Abstract

This paper presents a comprehensive analysis of the total cost of ownership (TCO) of intra-data centre networks. A cost model is proposed to evaluate the capital (CAPEX) and operational (OPEX) expenditures that stem from the acquisition and operation of the network infrastructure. The cost model is used to evaluate the TCO of selected network architectures, namely, leaf-spine, fat-tree, hybrid fat-tree, Facebook 4-Post and a new Facebook fabric. The goal is to investigate how the TCO scales for different data centre sizes - given by the number of servers housed in the data centre - and for different server port speeds, i.e. 10GbE, 25GbE, 40GbE and 50GbE. The results show that the most cost-efficient network architecture is leaf-spine. Moreover, for all architectures, the switches are the main cost drivers followed by active optical cables, maintenance and reparation and energy consumption. Regarding the server port speeds, an analysis of economies & diseconomies of scale reveals that 25GbE and 50GbE ports provide an economic migration path to upgrade the network capacity. The reason is that these ports provide lower - or comparable - TCOs per server and per unit of bandwidth than 40 GbE. Besides, a sensitivity analysis shows that the changes in the power consumption caused by the traffic load have small impact on the network TCO.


- **About this exercise**
When you reach the line that contains "Transcribe this image's", give it back exactly along with each line after it to the end of the entries; skip any pictures.

- **Input data**
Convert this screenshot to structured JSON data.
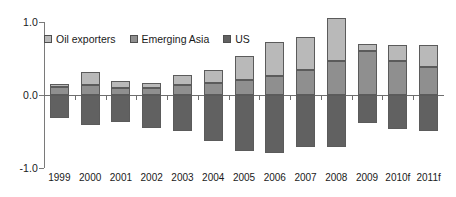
{
  "chart_data": {
    "type": "bar",
    "stacked": true,
    "title": "",
    "subtitle": "",
    "xlabel": "",
    "ylabel": "",
    "categories": [
      "1999",
      "2000",
      "2001",
      "2002",
      "2003",
      "2004",
      "2005",
      "2006",
      "2007",
      "2008",
      "2009",
      "2010f",
      "2011f"
    ],
    "series": [
      {
        "name": "Oil exporters",
        "color": "#b9b9b9",
        "values": [
          0.04,
          0.17,
          0.1,
          0.08,
          0.13,
          0.18,
          0.33,
          0.47,
          0.46,
          0.58,
          0.1,
          0.22,
          0.3
        ]
      },
      {
        "name": "Emerging Asia",
        "color": "#8f8f8f",
        "values": [
          0.11,
          0.14,
          0.09,
          0.09,
          0.14,
          0.16,
          0.2,
          0.26,
          0.34,
          0.47,
          0.6,
          0.47,
          0.39
        ]
      },
      {
        "name": "US",
        "color": "#616161",
        "values": [
          -0.32,
          -0.41,
          -0.37,
          -0.45,
          -0.49,
          -0.63,
          -0.77,
          -0.79,
          -0.71,
          -0.71,
          -0.38,
          -0.46,
          -0.49
        ]
      }
    ],
    "ylim": [
      -1.0,
      1.0
    ],
    "yticks": [
      1.0,
      0.0,
      -1.0
    ],
    "ytick_labels": [
      "1.0",
      "0.0",
      "-1.0"
    ],
    "grid": false,
    "legend_position": "top-left",
    "legend_entries": [
      "Oil exporters",
      "Emerging Asia",
      "US"
    ]
  }
}
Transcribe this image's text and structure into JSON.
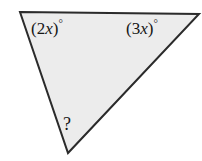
{
  "figure": {
    "type": "triangle-angle-diagram",
    "background_color": "#ffffff",
    "fill_color": "#ececec",
    "stroke_color": "#2b2b2b",
    "stroke_width": 2,
    "width": 202,
    "height": 161,
    "vertices": {
      "top_left": [
        20,
        12
      ],
      "top_right": [
        199,
        14
      ],
      "bottom": [
        68,
        153
      ]
    },
    "polygon_points": "20,12 199,14 68,153"
  },
  "labels": {
    "left_angle": {
      "open_paren": "(",
      "coefficient": "2",
      "variable": "x",
      "close_paren": ")",
      "degree": "°",
      "full_text": "(2x)°"
    },
    "right_angle": {
      "open_paren": "(",
      "coefficient": "3",
      "variable": "x",
      "close_paren": ")",
      "degree": "°",
      "full_text": "(3x)°"
    },
    "unknown_angle": {
      "full_text": "?"
    }
  }
}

- **Solution to this task**
Transcribe this image's text and structure into JSON.
{
  "figure": {
    "type": "triangle-angle-diagram",
    "background_color": "#ffffff",
    "fill_color": "#ececec",
    "stroke_color": "#2b2b2b",
    "stroke_width": 2,
    "width": 202,
    "height": 161,
    "vertices": {
      "top_left": [
        20,
        12
      ],
      "top_right": [
        199,
        14
      ],
      "bottom": [
        68,
        153
      ]
    },
    "polygon_points": "20,12 199,14 68,153"
  },
  "labels": {
    "left_angle": {
      "open_paren": "(",
      "coefficient": "2",
      "variable": "x",
      "close_paren": ")",
      "degree": "°",
      "full_text": "(2x)°"
    },
    "right_angle": {
      "open_paren": "(",
      "coefficient": "3",
      "variable": "x",
      "close_paren": ")",
      "degree": "°",
      "full_text": "(3x)°"
    },
    "unknown_angle": {
      "full_text": "?"
    }
  }
}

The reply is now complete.